Shot down by a missile
Some observers initially suggested that the plane could have been attempting a landing before being hit with a missile.
However, the head of Russia’s aviation authority Alexander Neradko slammed Metrojet’s claims that external factors were to blame as “premature and not based on any real facts” in televised comments.
Jean-Paul Troadec, former director of France’s civil aviation accident investigation office (BEA) told AFP that the missile theory is possible having seen photos.
Having seen these photos, the hypothesis of an attack and that of an accident both remain open.

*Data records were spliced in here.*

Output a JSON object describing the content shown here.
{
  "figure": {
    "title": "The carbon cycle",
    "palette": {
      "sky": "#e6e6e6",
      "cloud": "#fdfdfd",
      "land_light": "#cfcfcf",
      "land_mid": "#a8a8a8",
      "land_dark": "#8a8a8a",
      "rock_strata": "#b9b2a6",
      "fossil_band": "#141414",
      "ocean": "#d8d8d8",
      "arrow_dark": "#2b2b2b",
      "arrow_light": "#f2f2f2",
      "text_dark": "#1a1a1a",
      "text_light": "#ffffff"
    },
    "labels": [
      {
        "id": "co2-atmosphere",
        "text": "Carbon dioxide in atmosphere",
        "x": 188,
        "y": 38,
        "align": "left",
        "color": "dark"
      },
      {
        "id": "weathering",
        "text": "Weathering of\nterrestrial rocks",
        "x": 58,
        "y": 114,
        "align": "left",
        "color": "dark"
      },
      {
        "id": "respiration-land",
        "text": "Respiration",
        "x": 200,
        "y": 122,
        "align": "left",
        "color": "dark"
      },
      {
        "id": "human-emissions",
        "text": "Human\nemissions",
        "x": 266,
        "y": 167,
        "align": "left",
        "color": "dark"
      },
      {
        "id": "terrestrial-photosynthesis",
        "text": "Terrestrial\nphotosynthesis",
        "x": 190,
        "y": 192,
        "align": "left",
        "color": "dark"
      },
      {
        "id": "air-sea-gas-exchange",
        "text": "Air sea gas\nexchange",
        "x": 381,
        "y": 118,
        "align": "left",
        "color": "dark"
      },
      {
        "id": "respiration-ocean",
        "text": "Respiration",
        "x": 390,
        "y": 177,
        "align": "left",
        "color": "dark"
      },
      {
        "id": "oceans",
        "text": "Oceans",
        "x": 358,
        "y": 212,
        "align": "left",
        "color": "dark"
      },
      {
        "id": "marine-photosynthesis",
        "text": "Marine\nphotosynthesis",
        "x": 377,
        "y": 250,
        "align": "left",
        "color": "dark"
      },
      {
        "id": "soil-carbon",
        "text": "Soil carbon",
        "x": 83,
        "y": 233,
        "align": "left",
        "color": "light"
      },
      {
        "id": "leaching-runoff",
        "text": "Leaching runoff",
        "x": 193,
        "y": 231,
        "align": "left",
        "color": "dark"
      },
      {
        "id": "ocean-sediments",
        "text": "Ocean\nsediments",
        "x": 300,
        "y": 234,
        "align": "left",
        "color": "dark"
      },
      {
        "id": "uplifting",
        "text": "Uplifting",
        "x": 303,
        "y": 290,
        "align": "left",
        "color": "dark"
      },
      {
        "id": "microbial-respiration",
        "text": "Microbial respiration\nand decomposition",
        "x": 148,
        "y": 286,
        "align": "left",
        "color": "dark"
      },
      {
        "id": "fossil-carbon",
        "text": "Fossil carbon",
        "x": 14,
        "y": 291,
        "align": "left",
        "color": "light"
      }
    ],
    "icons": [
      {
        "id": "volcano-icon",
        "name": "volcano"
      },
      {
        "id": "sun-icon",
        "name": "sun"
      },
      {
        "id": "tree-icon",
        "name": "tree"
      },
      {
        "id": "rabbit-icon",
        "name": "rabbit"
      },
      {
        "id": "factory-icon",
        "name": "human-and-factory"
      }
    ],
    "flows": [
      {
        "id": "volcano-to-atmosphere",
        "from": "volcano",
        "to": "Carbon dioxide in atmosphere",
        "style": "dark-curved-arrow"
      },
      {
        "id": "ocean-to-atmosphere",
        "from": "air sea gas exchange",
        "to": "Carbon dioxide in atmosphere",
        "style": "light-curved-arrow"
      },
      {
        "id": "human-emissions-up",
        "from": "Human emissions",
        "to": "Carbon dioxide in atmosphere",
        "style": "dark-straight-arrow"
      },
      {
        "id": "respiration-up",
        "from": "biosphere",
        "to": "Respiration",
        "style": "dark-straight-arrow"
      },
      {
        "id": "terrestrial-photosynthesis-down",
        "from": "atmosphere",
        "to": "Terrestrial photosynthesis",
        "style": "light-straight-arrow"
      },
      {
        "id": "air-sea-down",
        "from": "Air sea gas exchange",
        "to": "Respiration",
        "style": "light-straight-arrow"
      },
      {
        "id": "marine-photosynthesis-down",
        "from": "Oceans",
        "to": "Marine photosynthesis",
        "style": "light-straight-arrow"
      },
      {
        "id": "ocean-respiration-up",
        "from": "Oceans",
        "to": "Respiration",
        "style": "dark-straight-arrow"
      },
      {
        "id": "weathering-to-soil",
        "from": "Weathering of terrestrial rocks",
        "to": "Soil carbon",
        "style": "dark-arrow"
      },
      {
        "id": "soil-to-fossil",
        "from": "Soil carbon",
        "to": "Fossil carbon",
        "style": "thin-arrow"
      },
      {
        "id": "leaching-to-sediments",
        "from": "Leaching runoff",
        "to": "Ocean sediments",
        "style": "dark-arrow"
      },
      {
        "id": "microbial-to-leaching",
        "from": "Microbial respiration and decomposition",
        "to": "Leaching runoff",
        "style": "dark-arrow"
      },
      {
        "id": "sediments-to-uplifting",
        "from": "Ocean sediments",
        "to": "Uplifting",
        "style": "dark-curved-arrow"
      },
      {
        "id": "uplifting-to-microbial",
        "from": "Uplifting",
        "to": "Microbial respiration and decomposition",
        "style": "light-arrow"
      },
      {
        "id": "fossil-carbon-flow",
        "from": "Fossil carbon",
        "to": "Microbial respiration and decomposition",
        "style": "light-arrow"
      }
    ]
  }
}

“The examination of the debris and the analysis of the flight recorders will allow us to quickly establish which of those hypotheses is the most plausible.”
Human error
Smirnov is convinced that it was not human or pilot error that brought the plane down. However, flight data shows a rapid descent consistent with a stalling of the plane.
A Reuters report says that early analysis of the black boesshow the pilot did not make a distress call before it disappeared from radar.
Robert T. Francis, a former vice chairman of the National Transportation Safety Board in the United States told the New York Times that he was “surprised” an airline would rule out human error so quickly.
Without the flight recorders having been read, and without more investigation of the fuselage, which is spread all over the place, I don’t think you can rule out anything.